The EU slammed Covid-19 vaccine manufacturer AstraZeneca on Wednesday for allegedly failing to provide the bloc with its agreed number of jabs. It demanded the company give it some of the doses that have been produced in the UK.
EU Health Commissioner Stella Kyriakides said the bloc had signed an “advance purchase agreement” with AstraZeneca, meaning the company’s plans to slash vaccine deliveries to the bloc is “against the letter and the spirit” of the agreement.
“Pharmaceutical companies and vaccine developers have moral, societal and contractual responsibilities that they need to uphold,” she told the European Commission on Wednesday.
“The view that the company is not obliged to deliver because we signed a best effort agreement is neither correct nor acceptable,” she added.
The commissioner’s comments come after the British-Swedish firm said it would cut supplies of its vaccine to the EU in the first quarter of the year, while it resolved production issues at its Belgium factory.
EU officials have claimed the bloc will receive 60 percent fewer doses than agreed due to the shortfall, but the company’s CEO, Pascal Soriot, said a “best-effort clause” in the agreement did not commit AstraZeneca to specific timescales for deliveries.
Kyriakides said on Wednesday that there was no agreed “hierarchy” for the four plants producing the AstraZeneca vaccine – two are in the UK and two in the EU – suggesting the EU should have equal access to all the sites.
“We intend to defend the integrity of our investments and the taxpayers’ money that has been invested,” she added.
The commissioner said the EU had made “all efforts” to resolve the situation but had still received “insufficient explanations” from AstraZeneca, leading to “deep dissatisfaction” among the bloc’s 27 member states.
The European Commission’s Steering Committee is set to meet with representatives from AstraZeneca on Wednesday evening after the sides last met on Monday.
The company has denied earlier reports that it had pulled out of the talks.
The European Medicines Agency has not yet approved the Covid-19 vaccine AstraZeneca has developed with the UK’s University of Oxford, but it is expected to give the green light before the end of the month.
One of the UK’s two manufacturing sites for the AstraZeneca vaccine – the Wockhardt plant in Wales – was evacuated on Wednesday and production suspended temporarily after it received a suspicious package.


#### What you will do:
Copy every entry in the listing below exactly, but not the pictures.
┌──
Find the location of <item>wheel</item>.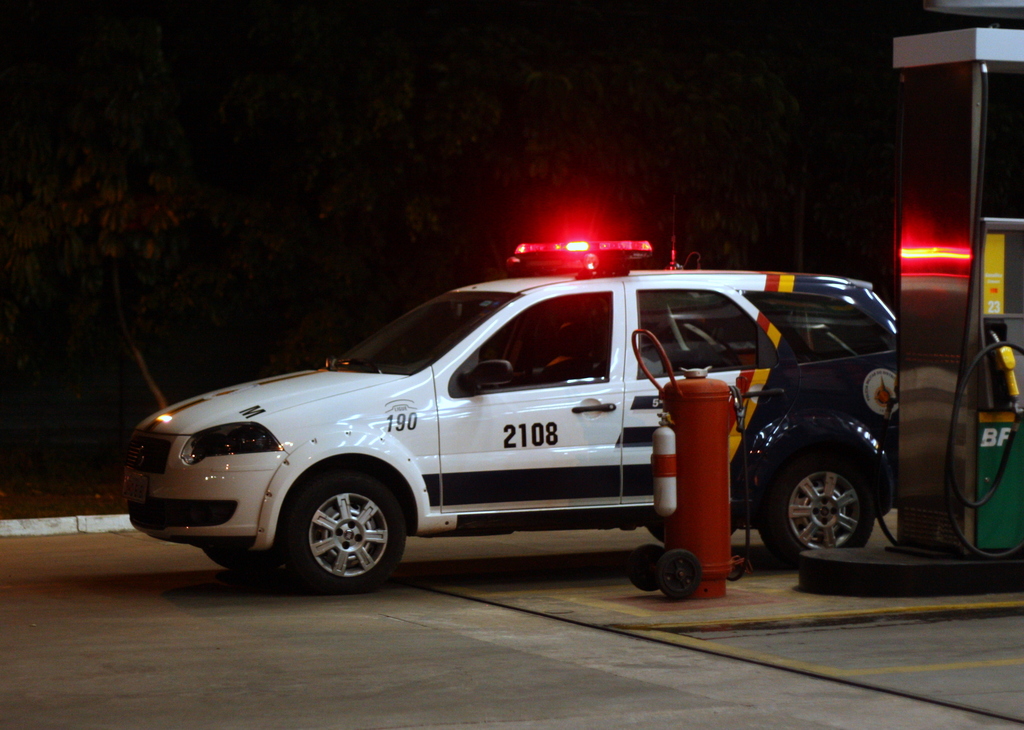
Location: 763, 450, 877, 571.
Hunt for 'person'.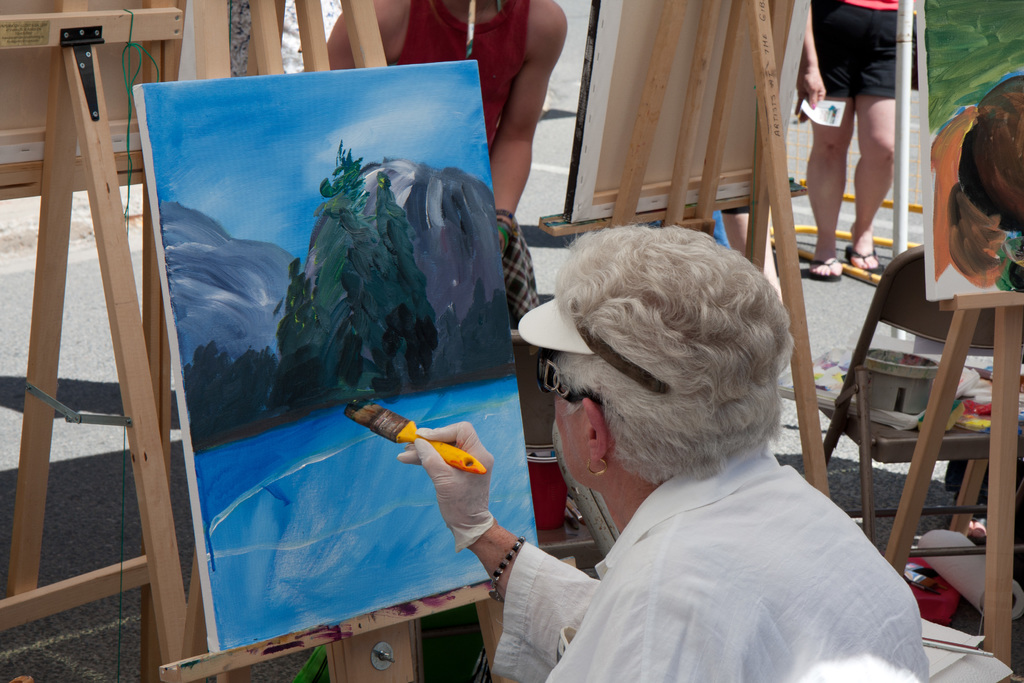
Hunted down at l=796, t=21, r=831, b=124.
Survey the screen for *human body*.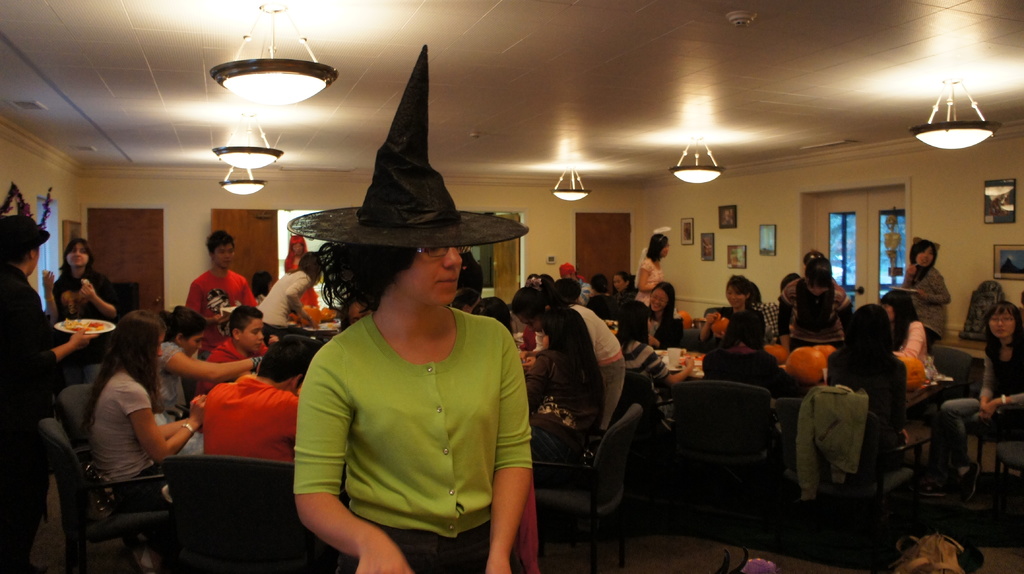
Survey found: left=936, top=318, right=1023, bottom=481.
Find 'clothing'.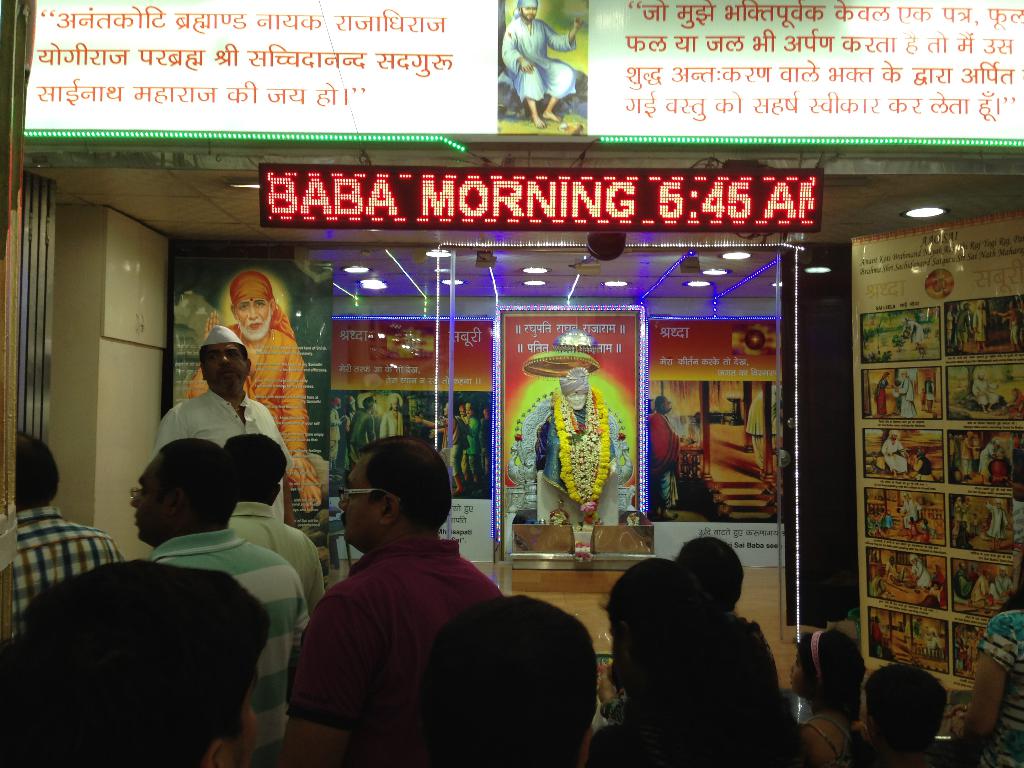
Rect(904, 321, 924, 347).
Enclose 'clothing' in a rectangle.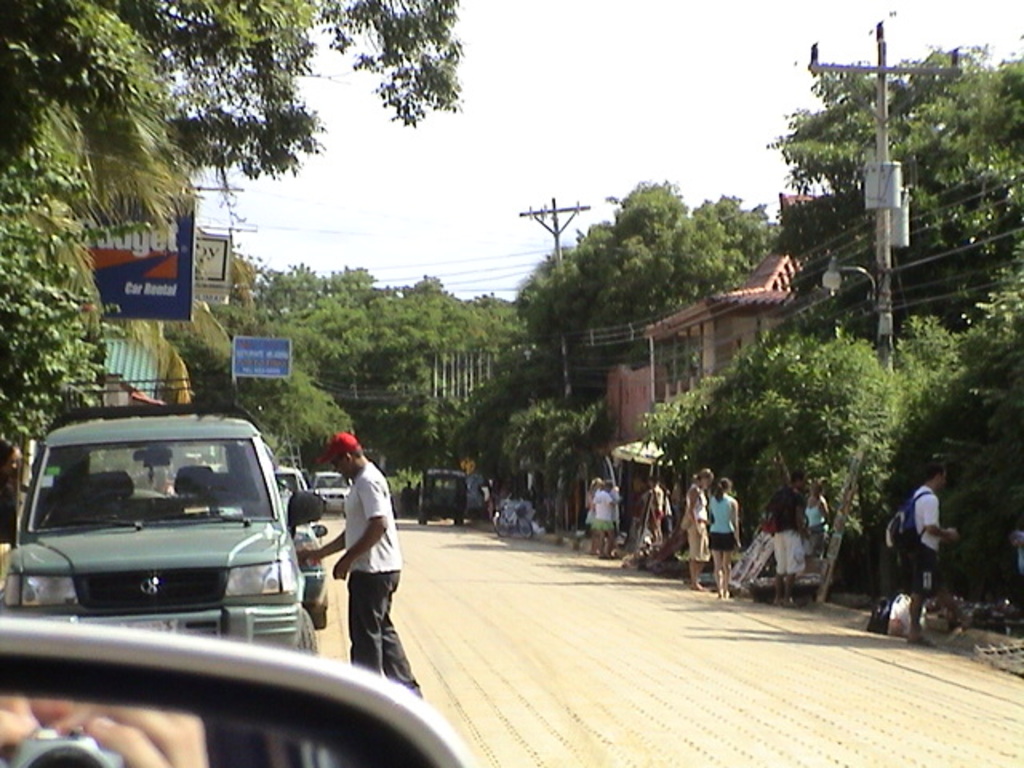
rect(685, 483, 706, 563).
└──
#### Answer:
Find the location of <item>wheel</item>.
Location: 763, 450, 877, 571.
Hunt for 'person'.
Hunted down at l=796, t=21, r=831, b=124.
Survey the screen for *human body*.
Survey found: left=936, top=318, right=1023, bottom=481.
Find 'clothing'.
Rect(904, 321, 924, 347).
Enclose 'clothing' in a rectangle.
rect(685, 483, 706, 563).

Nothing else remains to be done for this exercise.